The NRA's complaint? Funding for the enforcement program comes from the fees paid for background checks by people seeking to purchase weapons. Gun groups also objected to the use of firearm sales records to identify people who aren't entitled to own guns.

In reality, gun manufacturers - the interest that drives the NRA - are going to fight any and all gun-safety legislation, even those measures that will take firearms away from violent criminals and dangerously unstable individuals.

They failed in Sacramento, but they prevailed in Washington. So far anyway.

In the Senate, Democrat Joe Manchin of West Virginia and Republican Pat Toomey of Pennsylvania say they aren't giving up on universal background checks. In the House, Democrat Mike Thompson of St. Helena and Republican Peter King of New York have signed up 100 cosponsors for their version of the background-check bill.

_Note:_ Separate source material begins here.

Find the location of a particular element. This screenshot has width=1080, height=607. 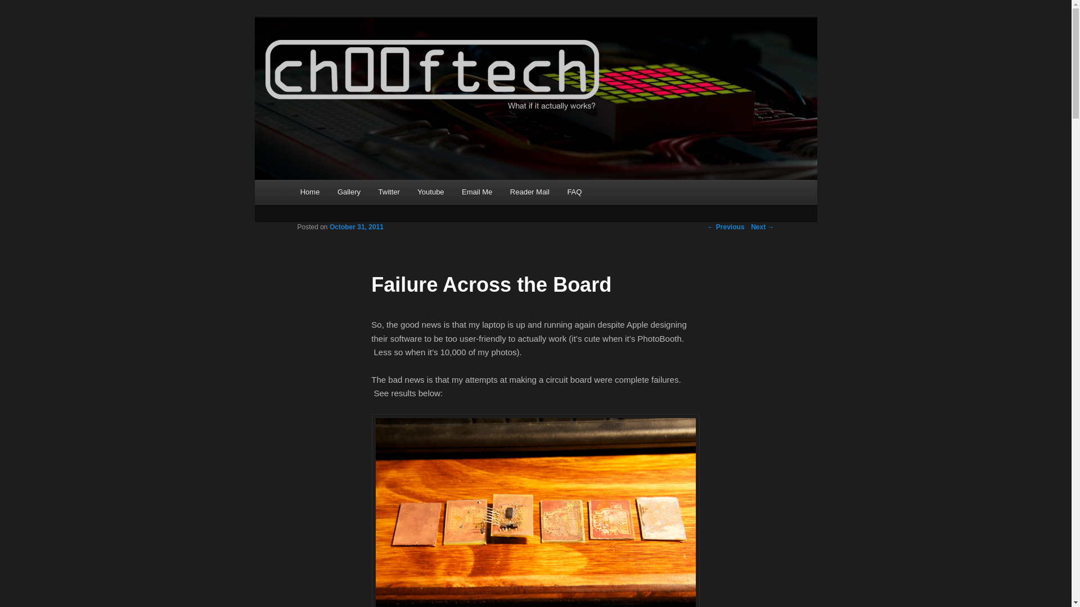

Skip to secondary content is located at coordinates (355, 193).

Thompson, Toomey and Manchin are gun owners. They support private ownership of firearms. But they understand the necessity for reasonable regulations and, to their credit, they're willing to fight the NRA and its allies.

Some senators have gotten grief from their constituents for voting against the background check legislation. But Thompson and the other lawmakers understand the long odds of getting a bill through Congress over the objections of the NRA, an organization that once endorsed background checks as a means of ensuring that only law-abiding citizens obtained firearms.

Even if they succeed, and we hope they do, the bills in Congress would prohibit law enforcement agencies from using background check records for a California-style program targeting people who purchased firearms legally but later lost the right to own them. Let us suggest a new motto for the NRA: Sticking up for criminals.